The third: ignoring the lights-off period. Plants still transpire in the dark, and humidity climbs fast when the lamp stops heating the air. A tent that sits at 1.2 kPa during lights-on can drop to 0.4 kPa at night — fine for early veg, risky for late flower where the 0.4 kPa end of the scale invites powdery mildew and bud rot. A nighttime dehumidifier or a slight extraction-fan bump during dark hours closes that gap.

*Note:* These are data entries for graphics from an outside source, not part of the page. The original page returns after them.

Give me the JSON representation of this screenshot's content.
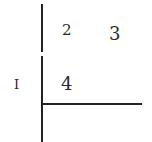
{
  "diagram": {
    "left_label": "I",
    "cells": [
      {
        "id": "cell-2",
        "label": "2"
      },
      {
        "id": "cell-3",
        "label": "3"
      },
      {
        "id": "cell-4",
        "label": "4"
      }
    ],
    "line_color": "#222222",
    "text_color": "#2a2a2a",
    "background": "#ffffff"
  }
}
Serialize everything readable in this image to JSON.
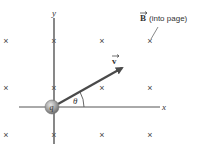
{
  "diagram": {
    "axes": {
      "x_label": "x",
      "y_label": "y"
    },
    "charge": {
      "label": "q"
    },
    "velocity": {
      "label": "v",
      "vector": true
    },
    "angle": {
      "label": "θ"
    },
    "field": {
      "symbol": "B",
      "note": "(into page)",
      "marker": "×"
    },
    "field_markers": {
      "columns": 4,
      "rows": 3
    },
    "colors": {
      "axes": "#555555",
      "arrow": "#4a4a4a",
      "marker": "#444444",
      "charge_fill": "#9a9a9a",
      "text": "#333333"
    }
  }
}
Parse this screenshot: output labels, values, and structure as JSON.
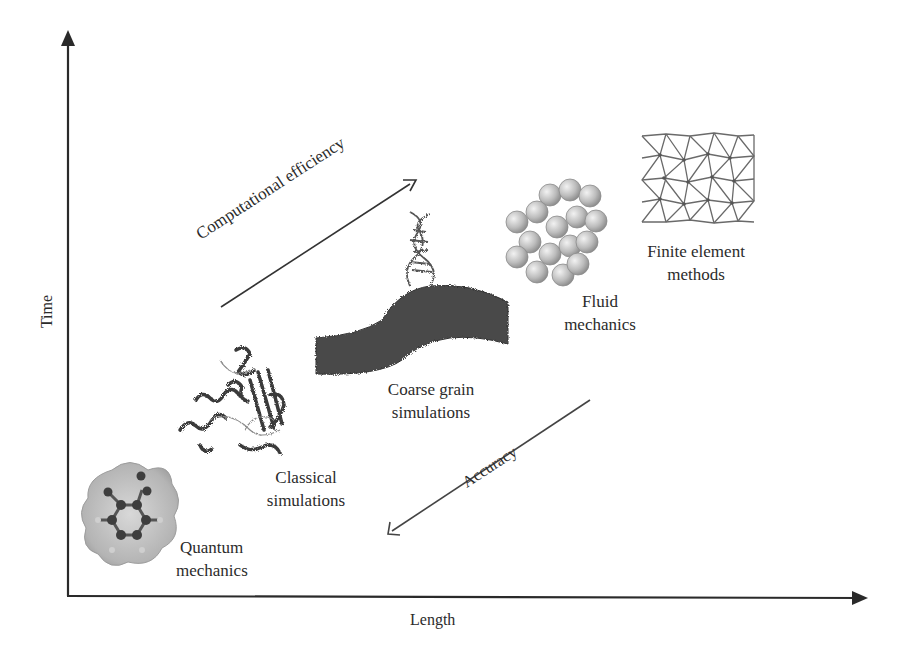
{
  "diagram": {
    "type": "multiscale-modeling-diagram",
    "axes": {
      "x_label": "Length",
      "y_label": "Time"
    },
    "arrows": {
      "up_right": {
        "label": "Computational efficiency"
      },
      "down_left": {
        "label": "Accuracy"
      }
    },
    "methods": [
      {
        "id": "quantum",
        "line1": "Quantum",
        "line2": "mechanics",
        "icon": "benzene-molecule-icon"
      },
      {
        "id": "classical",
        "line1": "Classical",
        "line2": "simulations",
        "icon": "protein-structure-icon"
      },
      {
        "id": "coarse",
        "line1": "Coarse grain",
        "line2": "simulations",
        "icon": "dna-membrane-icon"
      },
      {
        "id": "fluid",
        "line1": "Fluid",
        "line2": "mechanics",
        "icon": "particle-spheres-icon"
      },
      {
        "id": "fem",
        "line1": "Finite element",
        "line2": "methods",
        "icon": "triangular-mesh-icon"
      }
    ],
    "colors": {
      "ink": "#2a2a2a",
      "sphere": "#bdbdbd",
      "membrane": "#4a4a4a"
    }
  }
}
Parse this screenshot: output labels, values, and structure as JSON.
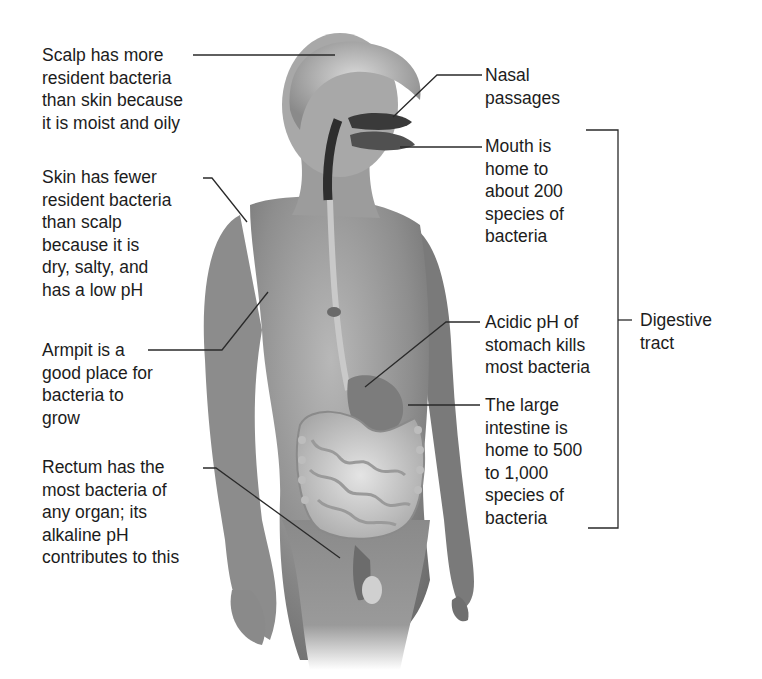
{
  "figure": {
    "labels_left": [
      {
        "id": "scalp",
        "text": "Scalp has more\nresident bacteria\nthan skin because\nit is moist and oily"
      },
      {
        "id": "skin",
        "text": "Skin has fewer\nresident bacteria\nthan scalp\nbecause it is\ndry, salty, and\nhas a low pH"
      },
      {
        "id": "armpit",
        "text": "Armpit is a\ngood place for\nbacteria to\ngrow"
      },
      {
        "id": "rectum",
        "text": "Rectum has the\nmost bacteria of\nany organ; its\nalkaline pH\ncontributes to this"
      }
    ],
    "labels_right": [
      {
        "id": "nasal",
        "text": "Nasal\npassages"
      },
      {
        "id": "mouth",
        "text": "Mouth is\nhome to\nabout 200\nspecies of\nbacteria"
      },
      {
        "id": "stomach",
        "text": "Acidic pH of\nstomach kills\nmost bacteria"
      },
      {
        "id": "large-intestine",
        "text": "The large\nintestine is\nhome to 500\nto 1,000\nspecies of\nbacteria"
      }
    ],
    "bracket_label": "Digestive\ntract",
    "colors": {
      "background": "#ffffff",
      "text": "#1c1c1c",
      "skin_dark": "#6e6e6e",
      "skin_mid": "#9a9a9a",
      "skin_light": "#c8c8c8",
      "organ": "#d2d2d2",
      "leader_line": "#2a2a2a"
    }
  }
}
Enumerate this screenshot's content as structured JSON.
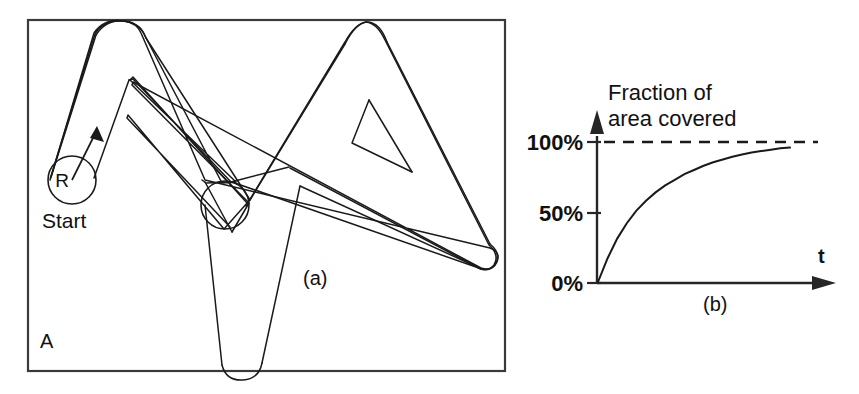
{
  "figure": {
    "panels": [
      {
        "id": "panel-a",
        "caption": "(a)",
        "region_label": "A",
        "start_label": "Start",
        "radius_label": "R",
        "description": "Coverage path of a disc robot inside region A"
      },
      {
        "id": "panel-b",
        "caption": "(b)",
        "title_line1": "Fraction of",
        "title_line2": "area covered",
        "x_axis_label": "t",
        "y_ticks": [
          "100%",
          "50%",
          "0%"
        ],
        "asymptote_label": "100%"
      }
    ],
    "colors": {
      "ink": "#1a1a1a",
      "frame": "#3a3a3a",
      "background": "#ffffff"
    }
  },
  "chart_data": {
    "type": "line",
    "title": "Fraction of area covered",
    "xlabel": "t",
    "ylabel": "Fraction of area covered",
    "xlim": [
      0,
      100
    ],
    "ylim": [
      0,
      110
    ],
    "ytick_values": [
      0,
      50,
      100
    ],
    "ytick_labels": [
      "0%",
      "50%",
      "100%"
    ],
    "xtick_labels": [],
    "grid": false,
    "legend": null,
    "annotations": [
      {
        "text": "100%",
        "type": "asymptote",
        "y": 100,
        "style": "dashed"
      },
      {
        "text": "(b)",
        "type": "panel-caption"
      }
    ],
    "series": [
      {
        "name": "fraction of area covered",
        "x": [
          0,
          5,
          10,
          15,
          20,
          25,
          30,
          35,
          40,
          45,
          50,
          55,
          60,
          65,
          70,
          75,
          80,
          85,
          90,
          95,
          100
        ],
        "y": [
          0,
          17,
          31,
          42,
          51,
          58,
          64,
          69,
          73,
          77,
          80,
          83,
          85.5,
          87.5,
          89.5,
          91,
          92.5,
          93.5,
          94.5,
          95.5,
          96
        ]
      }
    ]
  }
}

VPD vs other environmental metrics

VPD works alongside PPFD, DLI, and CO₂ rather than replacing any of them. Higher light intensity demands higher VPD because the plant is photosynthesising harder and needs more throughput. Supplemented CO₂ (1000–1200 ppm) lets you push VPD slightly higher still, because CO₂ enrichment partially compensates for the stomatal narrowing that high VPD causes. Athena Agriculture (2022) published environment targets for commercial cannabis that pair 1.3–1.5 kPa flower VPD with ~1000 PPFD and 1000 ppm CO₂ — that's the intensive end, and it assumes your HVAC can actually hold those conditions under a full canopy load. Compared with chasing PPFD alone, tuning VPD for cannabis gives a bigger return on a home-tent budget because the gear is cheaper and the margin for error is wider.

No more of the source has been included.